GLOBAL - The California Pension and Employees' Retirement Fund (CalPERS), the largest pension fund in the US, has cut its real estate interim target from 10% to 8% due to changing market conditions.
CalPERS spokesman Clark McKinley told IP Real Estate the move was temporary and aimed to bring the target closer to the fund's actual property portfolio, which currently stands at 7.8%.
"It is a kind of tactical thing, and it is also a book-keeping thing to make sure we are on top of things," McKinley said. "It is to make sure what we have is a good reflection of what is going on in the market."
He said the new target would allow the pension fund to invest its cash "more nimbly" in other assets such as stocks and bonds.
The pension fund raised the investment target for equities by 1 percentage point to 50% and for bonds by 3 percentage points to 19%.
CalPERS' investment committee voted for the changes on Monday to take into account the drop in its real estate portfolio following significant write-downs, which left its property portfolio $5bn (€3bn) short of its 10% target.

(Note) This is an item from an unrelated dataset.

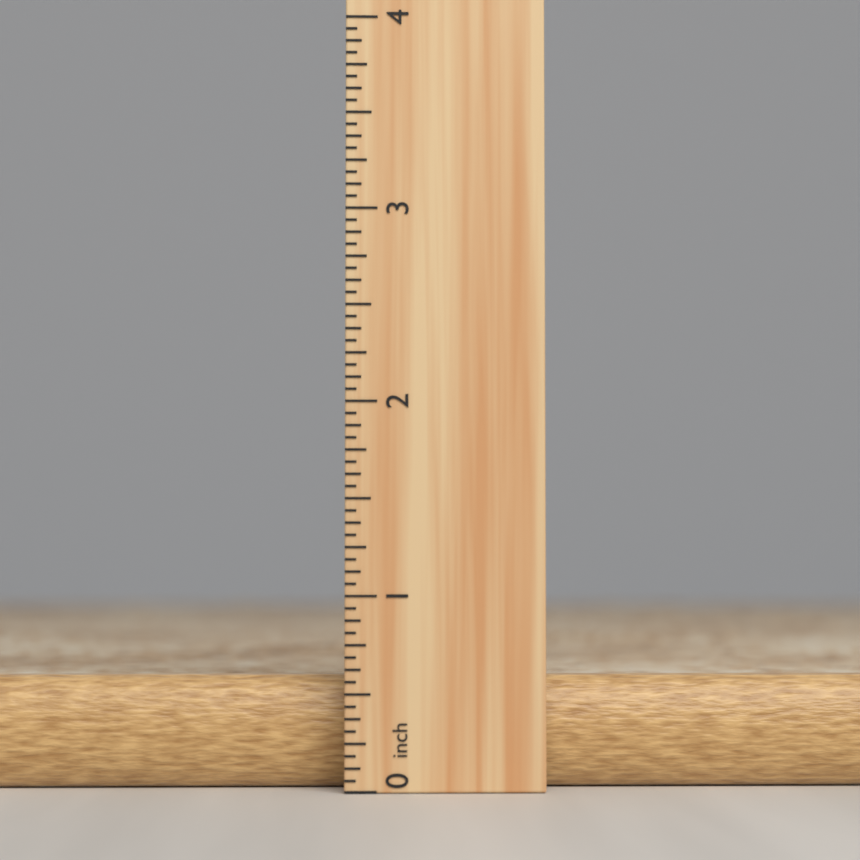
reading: 0.6875 inch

In principle, the fund's board adjusts its allocation target every three years. It decided in December 2010, however, to review its asset allocation strategy more frequently due to the increased market uncertainty since the financial crisis.
McKinley said the fund's investment staff did not want to be "locked into an arbitrary formula" and feel compelled to increase or decrease investments in real estate and other asset classes "regardless of what's happening in the markets".
"It's not a great time to ramp up real estate," he added.
As a part of its new strategy, CalPERS aims to shift 75% of its real estate holdings in core investments - such as retail, office, industrial, multifamily and income-generating properties - rather than opportunistic investments, such as land development, which bore the brunt of the last crisis.
"But we need time for our opportunistic investments to wind down," McKinley said. "It is not as if we would not invest in opportunistic properties at this time, but it has to be really, really good."
The adjustment, however, is temporary, and the $226bn fund will gradually build up the asset allocation target for real estate to 9% in 2012, he said.